Observability is a very important topic to consider in any application just like Tests. It helps understand a lot about how our system works, and measure a lot of aspects to make data-driven decisions.
It can mostly be a go-to guide to what is happenning in your system, and how to improve it.
Parts of Observability
I’d like to categorize Observability into 3 parts:
- Logging: Logging is the logs we generate from our application usually in levels like
info
,debug
,error
,warn
, etc. These logs are custom messages that we can use to debug our application or monitor each event that happens in our application. - Metrics: Metrics or data points are the data we collect from our application to monitor the performance of our application. These metrics can be anything like the number of requests, response time, etc.
- Tracing: Tracing is the process of monitoring the flow of a request through our application. It helps us understand how a request is processed in our application.
Setting up Observability
For logging
Loki and Promtail are very popular tools for setting up logging in your application. They are open-source tools that can be used to collect and store logs from your application.
Loki is a log aggregation system that can be used to collect logs from different sources and store them in a time-series database.
Promtail is a log collector that will collect the logs from your application and send them to Loki.
Docker compose example
services:
grafana:
image: grafana/grafana
ports:
- 3000:3000
loki:
image: grafana/loki
ports:
- 3100:3100
volumes:
- ./loki-config.yml:/etc/loki/local-config.yaml
promtail:
image: grafana/promtail
volumes:
- ./app.log:/var/log/app.log
We can explore logs from loki via Grafana.
log files can be explored via query: {filename="/var/log/app.log"}
For Metrics
Grafana and Prometheus are the most popular tools for setting up Observability in your application. They are open-source tools that can be used to monitor your application.
Grafana is a visualization tool that can be used to visualize the data collected by different monitoring tools.

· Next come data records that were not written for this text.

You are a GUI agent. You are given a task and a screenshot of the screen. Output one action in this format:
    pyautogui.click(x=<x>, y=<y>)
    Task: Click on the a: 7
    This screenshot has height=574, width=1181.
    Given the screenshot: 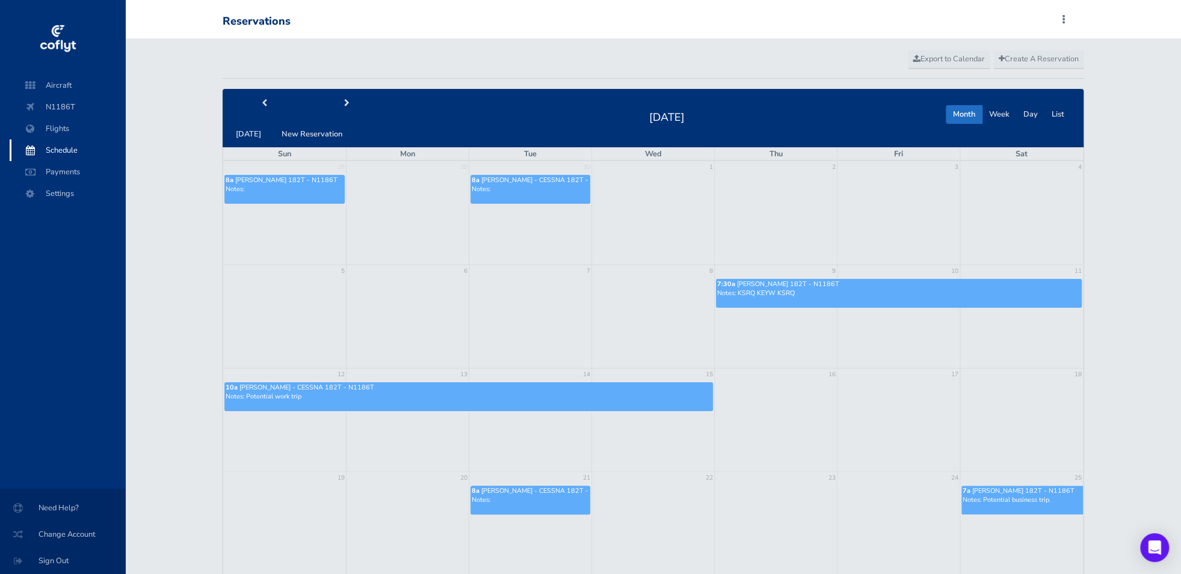 What is the action you would take?
    pyautogui.click(x=588, y=271)
    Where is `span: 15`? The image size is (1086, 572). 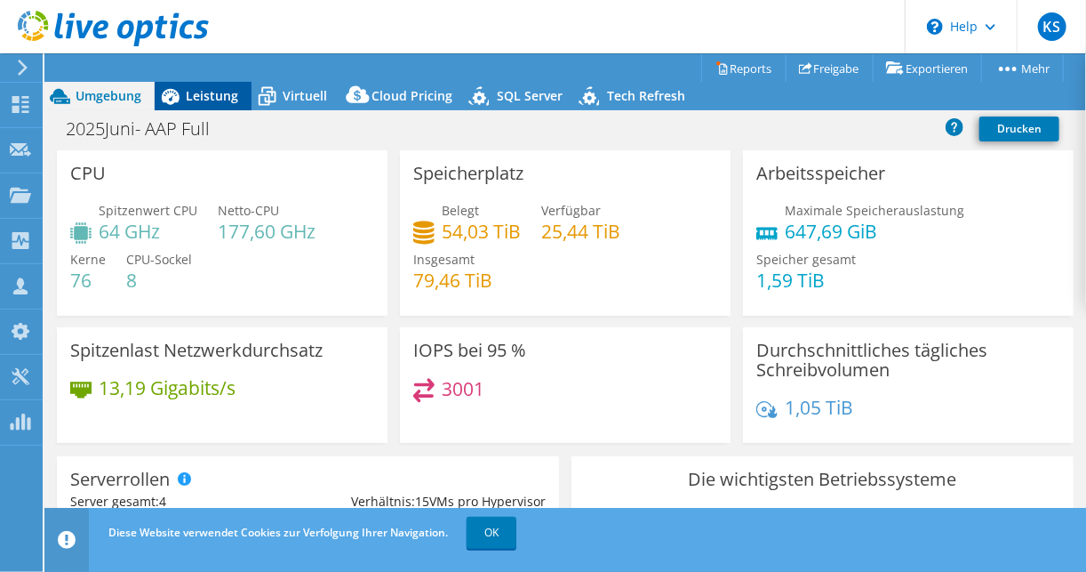 span: 15 is located at coordinates (422, 500).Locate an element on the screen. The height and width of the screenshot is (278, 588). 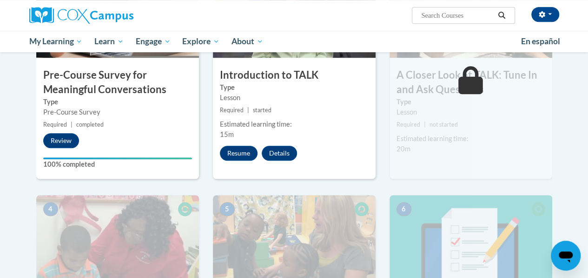
a: Cox Campus is located at coordinates (113, 15).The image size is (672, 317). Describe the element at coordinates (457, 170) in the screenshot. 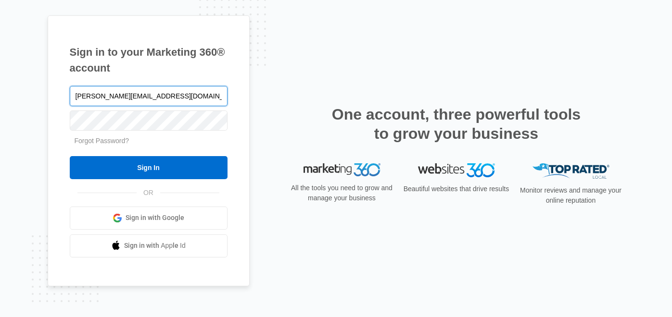

I see `img: Websites 360` at that location. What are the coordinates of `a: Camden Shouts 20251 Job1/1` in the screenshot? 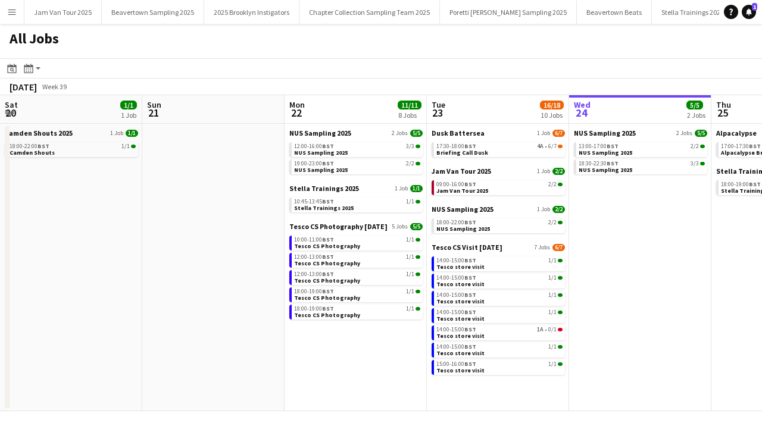 It's located at (71, 133).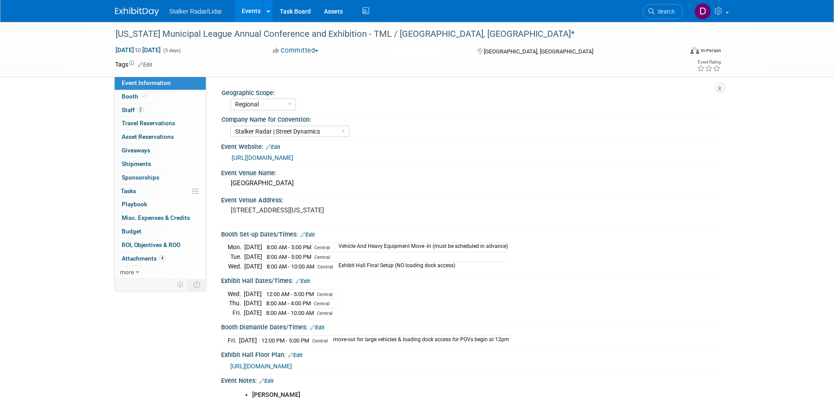 The width and height of the screenshot is (834, 399). What do you see at coordinates (127, 272) in the screenshot?
I see `span: more` at bounding box center [127, 272].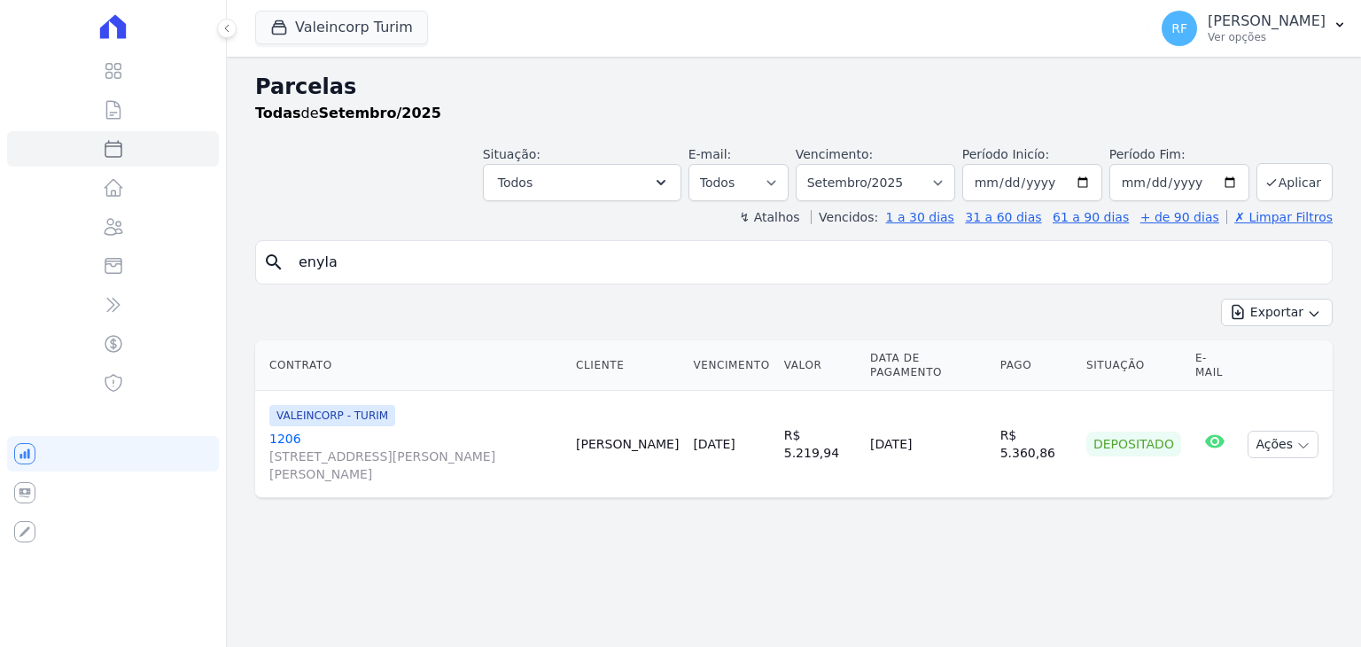 Image resolution: width=1361 pixels, height=647 pixels. What do you see at coordinates (1036, 444) in the screenshot?
I see `td: R$ 5.360,86` at bounding box center [1036, 444].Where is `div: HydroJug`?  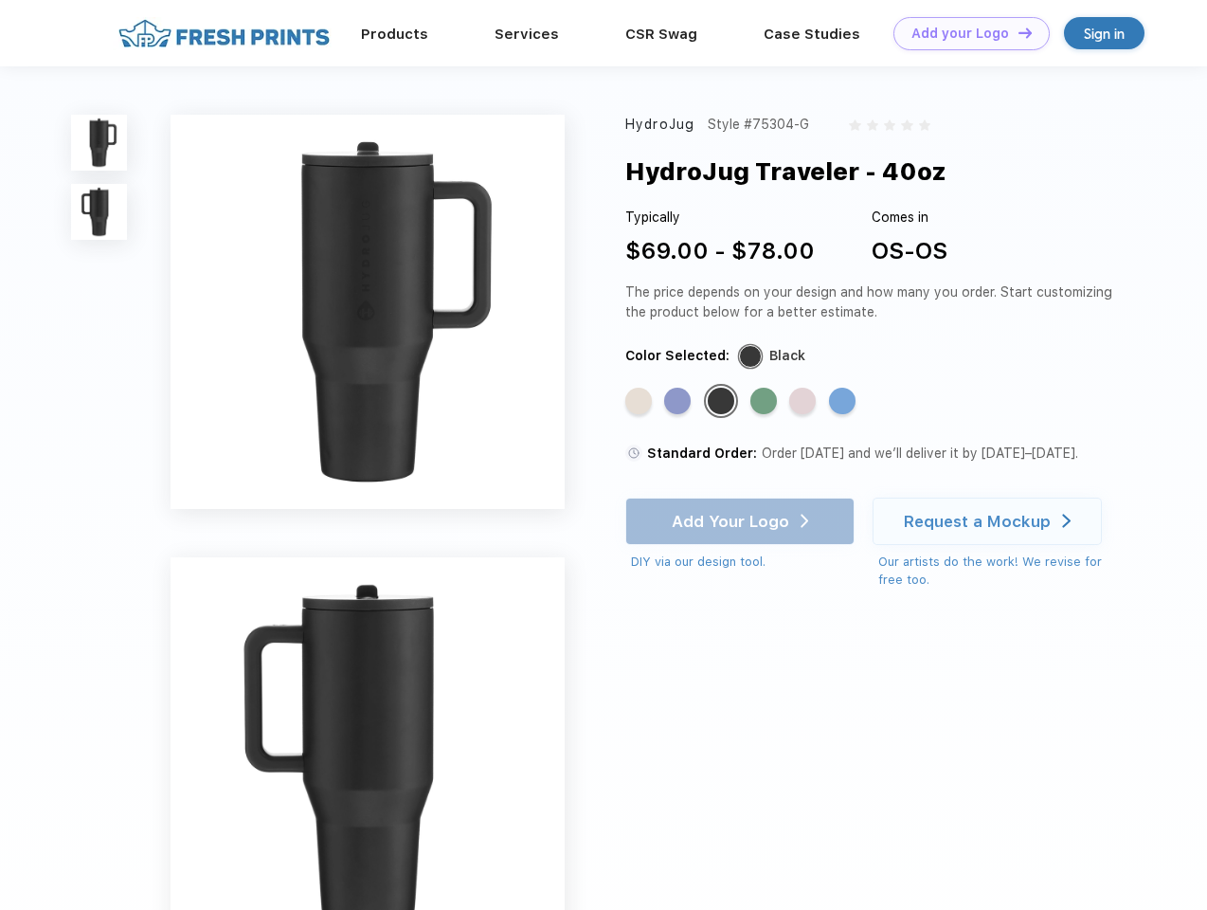 div: HydroJug is located at coordinates (659, 124).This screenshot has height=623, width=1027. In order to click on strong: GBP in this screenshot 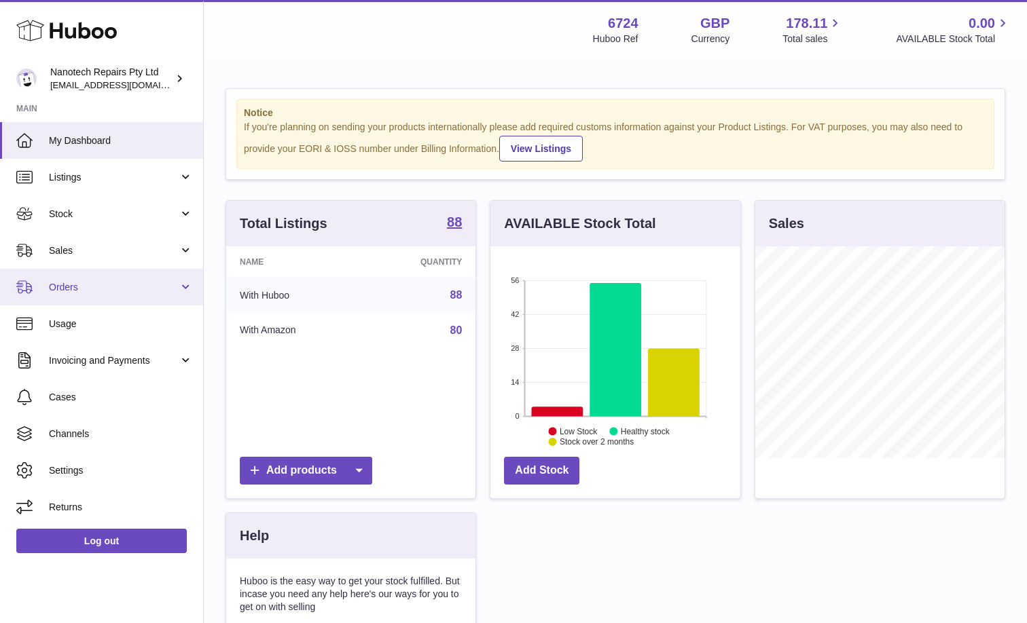, I will do `click(714, 23)`.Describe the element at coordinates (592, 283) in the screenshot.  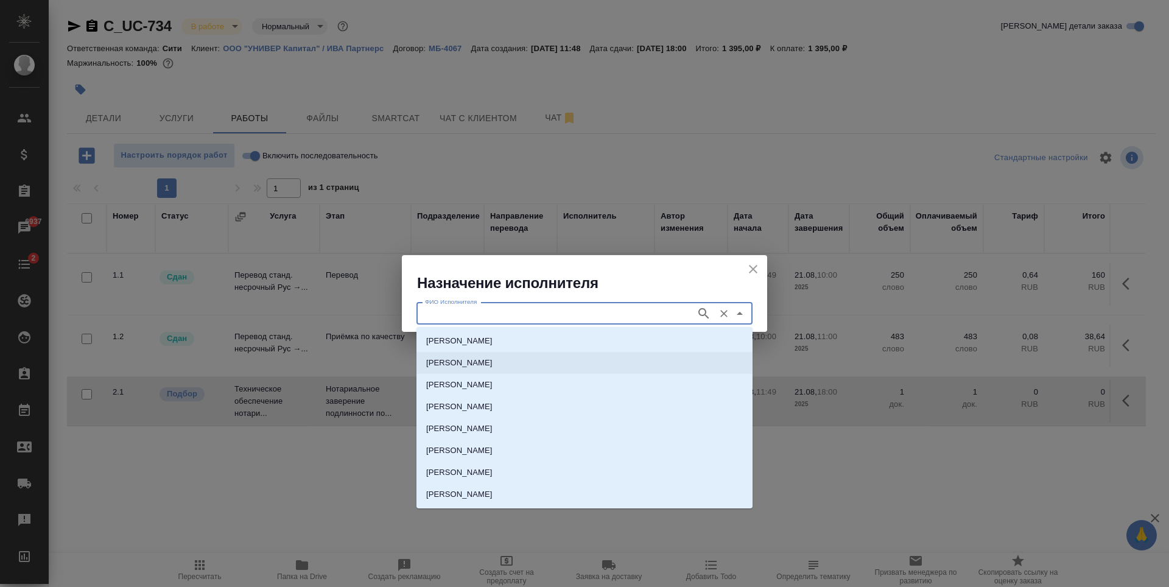
I see `h2: Назначение исполнителя` at that location.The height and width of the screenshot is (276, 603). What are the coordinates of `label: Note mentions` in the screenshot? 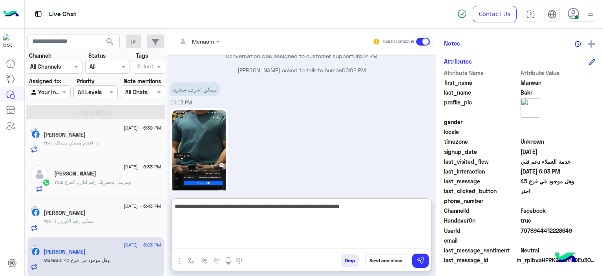 It's located at (142, 81).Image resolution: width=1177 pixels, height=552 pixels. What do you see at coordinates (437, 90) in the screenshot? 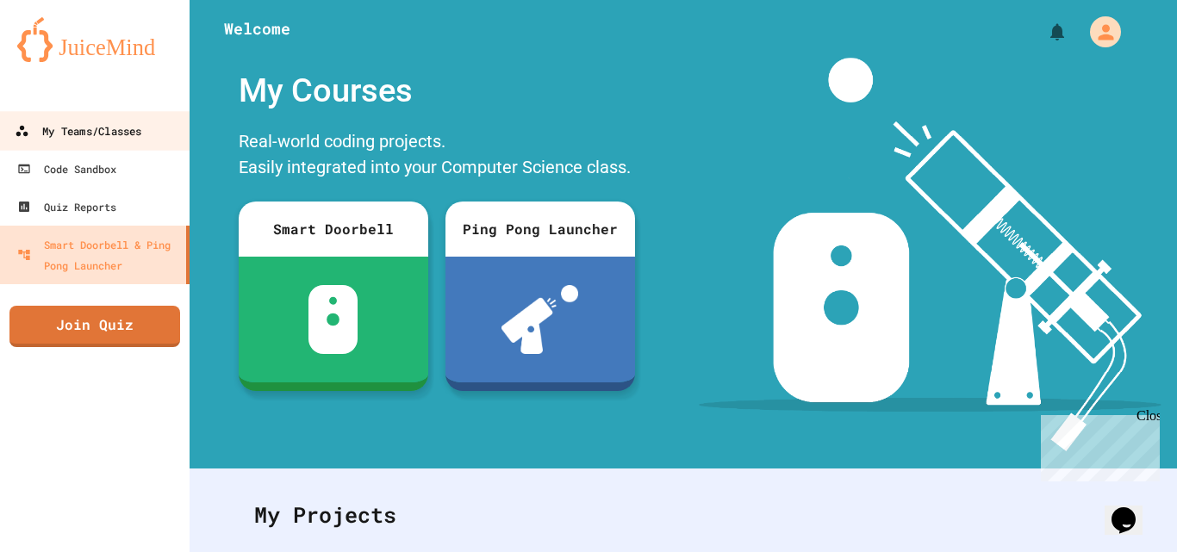
I see `div: My Courses` at bounding box center [437, 90].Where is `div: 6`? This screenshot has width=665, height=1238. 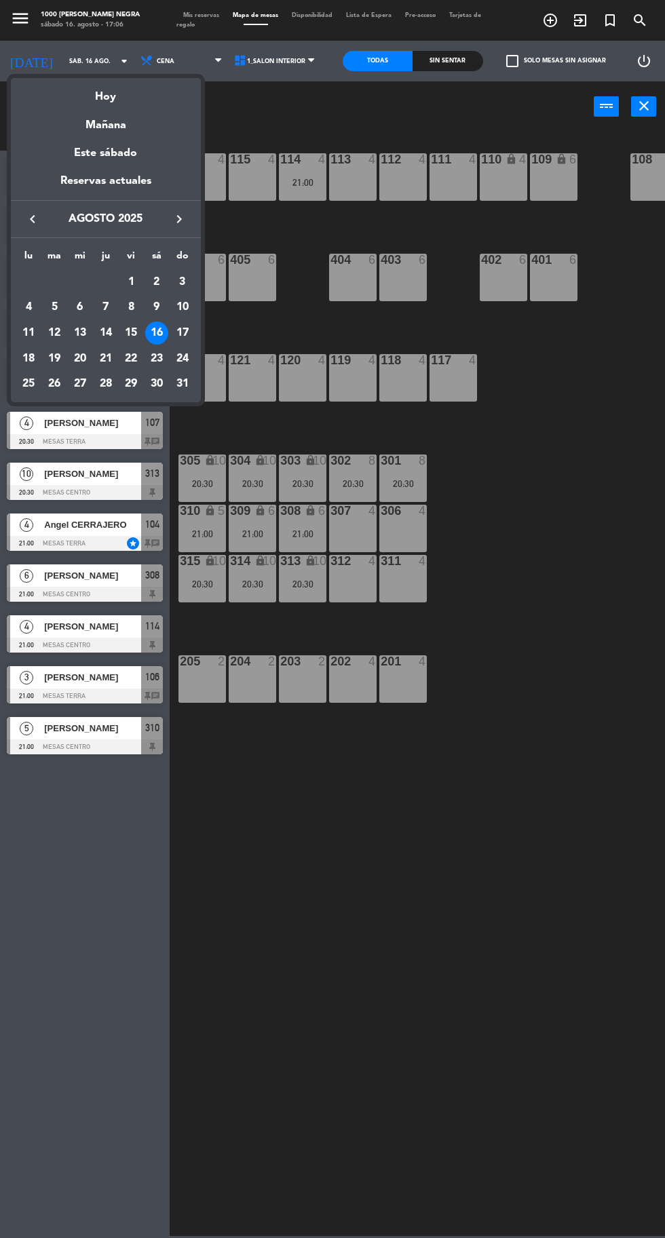 div: 6 is located at coordinates (80, 307). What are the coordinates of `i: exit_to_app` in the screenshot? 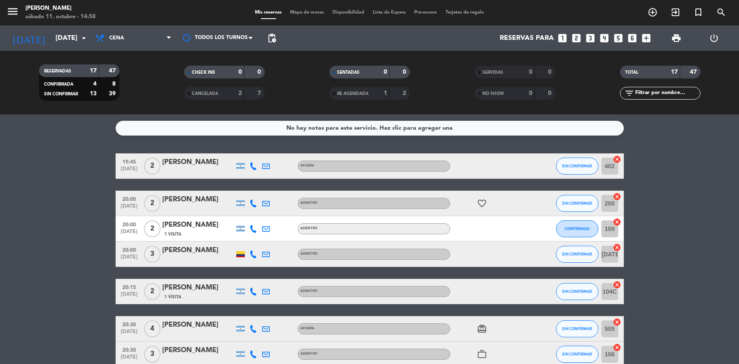 It's located at (676, 12).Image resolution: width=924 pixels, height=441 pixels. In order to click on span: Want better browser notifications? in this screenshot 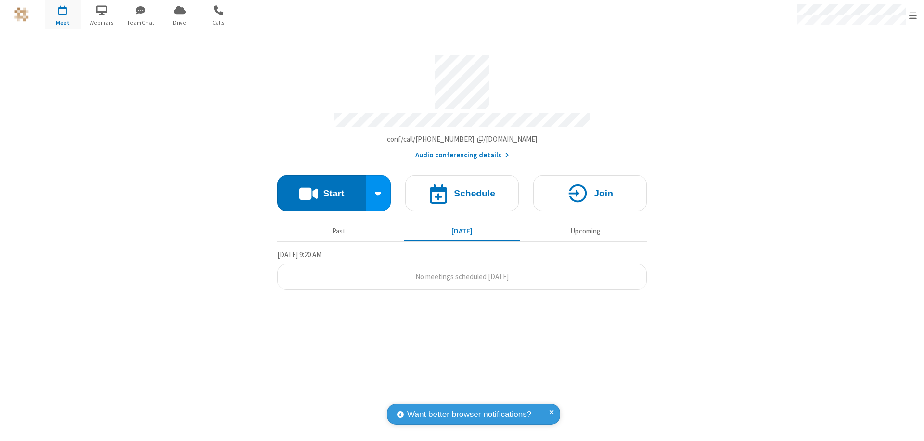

Prometheus is a monitoring tool that will collect the data from your application and store it in a time-series database.
Docker compose example
Suppose we have an application running in port 8080 and we expose metrics in /metrics
endpoint. We can use the following docker-compose file to set up Prometheus and Grafana.
services:
prometheus:
image: prom/prometheus
ports:
- 9090:9090
volumes:
- ./prometheus.yml:/etc/prometheus/prometheus.yml
grafana:
image: grafana/grafana
ports:
- 3000:3000
Prometheus Configuration example
Prometheus works in a pull-based model. It will pull the metrics from the application. We need to configure Prometheus to scrape the metrics from our application.
global:
scrape_interval: 15s
scrape_configs:
- job_name: 'prometheus'
static_configs:
- targets: ['localhost:9090']
- job_name: 'myapp'
static_configs:
- targets: ['localhost:8080']
PushGateway example
A service named pushgateway can be used to push metrics from an application which can then be scraped by Prometheus.
docker-compose example:
services:
prometheus:
image: prom/prometheus
ports:
- 9090:9090
volumes:
- ./prometheus.yml:/etc/prometheus/prometheus.yml
pushgateway:
image: prom/pushgateway
ports:
- 9091:9091
prometheus.yml:
global:
scrape_interval: 15s
scrape_configs:
- job_name: 'prometheus'
static_configs:
- targets: ['localhost:9090']
- job_name: 'pushgateway'
static_configs:
- targets: ['localhost:9091']
We can send request to pushgateway to push metrics:
curl -X POST -d 'metric_name{label="value"} 100' http://localhost:9091/metrics
POST
request can be used to add / append the metrics.PUT
request can be used to replace the metrics.DELETE
request can be used to delete the metrics.
Using such tools, we can set up Observability in our application and monitor the performance of our application. We can also set up alerts to notify us when something goes wrong in our application.
This is very important and useful for any application.